Only Liz seemed to share my mother’s smile as she studied the machines. “The brain scans and EEGs are really good.” She spoke to us all, but she looked at Mr. Solomon. “You look really good.”

“Thank you, Ms. Sutton.”

“You do,” Mom said, leaning closer to my teacher. “You look perfect.”

Zach was smiling like I’d never seen him smile before, looking down at the closest thing to family he had left. But not me. I was thinking that I would never get to smile at my father again.

“So,” Mr. Solomon said, “what did I miss?”

A lot of people think that being a Gallagher Girl means not being afraid of anything. Actually, that couldn’t be further from the truth. It’s not about ignoring fear. It’s about facing it, knowing the risks and the costs and sacrificing safety and security anyway. I’d seen my aunt Abby jump in front of a bullet once, and yet in that moment she was terrified. I didn’t want to know what I looked like.
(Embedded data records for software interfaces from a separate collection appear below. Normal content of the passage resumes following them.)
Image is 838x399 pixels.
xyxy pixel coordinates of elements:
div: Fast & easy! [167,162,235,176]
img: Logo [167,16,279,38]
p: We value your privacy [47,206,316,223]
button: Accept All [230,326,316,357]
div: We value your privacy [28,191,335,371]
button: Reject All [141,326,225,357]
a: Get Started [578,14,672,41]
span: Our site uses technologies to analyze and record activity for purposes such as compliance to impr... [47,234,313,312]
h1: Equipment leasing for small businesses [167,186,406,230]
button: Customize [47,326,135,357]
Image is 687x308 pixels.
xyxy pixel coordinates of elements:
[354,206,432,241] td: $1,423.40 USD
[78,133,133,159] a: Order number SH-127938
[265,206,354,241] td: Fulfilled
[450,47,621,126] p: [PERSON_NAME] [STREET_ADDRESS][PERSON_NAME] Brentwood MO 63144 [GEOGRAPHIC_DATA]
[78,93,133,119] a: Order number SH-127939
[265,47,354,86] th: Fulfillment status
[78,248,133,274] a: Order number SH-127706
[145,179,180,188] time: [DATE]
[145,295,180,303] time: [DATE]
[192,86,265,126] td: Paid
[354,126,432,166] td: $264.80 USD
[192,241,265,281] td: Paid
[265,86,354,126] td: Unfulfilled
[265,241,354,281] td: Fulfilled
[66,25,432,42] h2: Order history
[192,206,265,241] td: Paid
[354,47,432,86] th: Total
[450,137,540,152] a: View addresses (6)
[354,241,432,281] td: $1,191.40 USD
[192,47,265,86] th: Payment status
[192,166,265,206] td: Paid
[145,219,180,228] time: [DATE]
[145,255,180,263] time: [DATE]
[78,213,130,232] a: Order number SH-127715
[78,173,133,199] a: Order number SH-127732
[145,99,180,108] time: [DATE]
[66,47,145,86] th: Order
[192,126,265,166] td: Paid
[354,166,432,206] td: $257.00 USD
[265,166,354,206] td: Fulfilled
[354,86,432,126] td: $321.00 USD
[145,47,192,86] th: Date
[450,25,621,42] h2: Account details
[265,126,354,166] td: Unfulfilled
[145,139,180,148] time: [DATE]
“What is it?” my mother said, but I was already turning from the room that held so many people who didn’t know that this wasn’t the time to be happy.

“Rachel.” I heard my aunt’s voice fading away. “We need to talk.”

 

Of all the nooks and crannies, the narrow passageways and grand halls that comprise the Gallagher Academy for Exceptional Young Women, my very favorite space might possibly be the Protection and Enforcement barn at night. The moon shines through the skylights, and in the dark it’s all stillness and shadows. Plus, it’s the only place on campus where it’s almost always okay to hit things.

“You’re making a bad habit out of this.”

I don’t know what was more surprising—that Zach had found me so quickly or that he’d actually left Joe’s side. If the man I loved like a father were upstairs, I don’t think I’d walk away from him ever again.

“You should be with him,” I said, standing at the center of the mats, looking up at the moon.

Zach stepped closer. “I’m right where I need to be.”

“Did Abby…”

“She’s telling them now.”

“Is Joe your father, Zach?”

I don’t know where the question came from, but it was out, and I couldn’t take it back even if I’d wanted to.

“No.” Zach shook his head. “I never knew my dad. I don’t know anything about him.”

Suddenly I felt guilty for my foolishness. For my crying and my tantrums. After all, nothing could have made me trade mourning my father for not knowing him.

“I’m sorry,” I said.

“I’m not. I have Joe.”

“I’m glad he’s awake,” I said. My throat burned. “I’m glad he’s…back.”

“Gallagher Girl,” Zach said, reaching for me, but I stepped away.

“My dad’s not coming back,” I said.

“I know.”

“He’s not missing, Zach. He’s dead.”

“I know.”

“They killed him!”

“You’re alive, Cammie.”

“Mr. Solomon is alive,” I said, and Zach took my arms and squeezed them tight.


You’re
alive.”

“My dad…”

“You’re alive.”

I don’t know how long I cried. I don’t know when I slept. All I know is that Zach’s arms were still around me when I woke on the mats, lying in the center of the floor.

“Go back to sleep,” he said, smoothing my hair.

I’d been sleeping. I realized that I’d been sleeping and I hadn’t dreamed.

“Zach,” I said as I lay there. “Where did you go? When you were looking for me?”

I shifted in his arms, looked into his eyes.

“Crazy.” His voice was a whisper against my skin. “I went crazy.”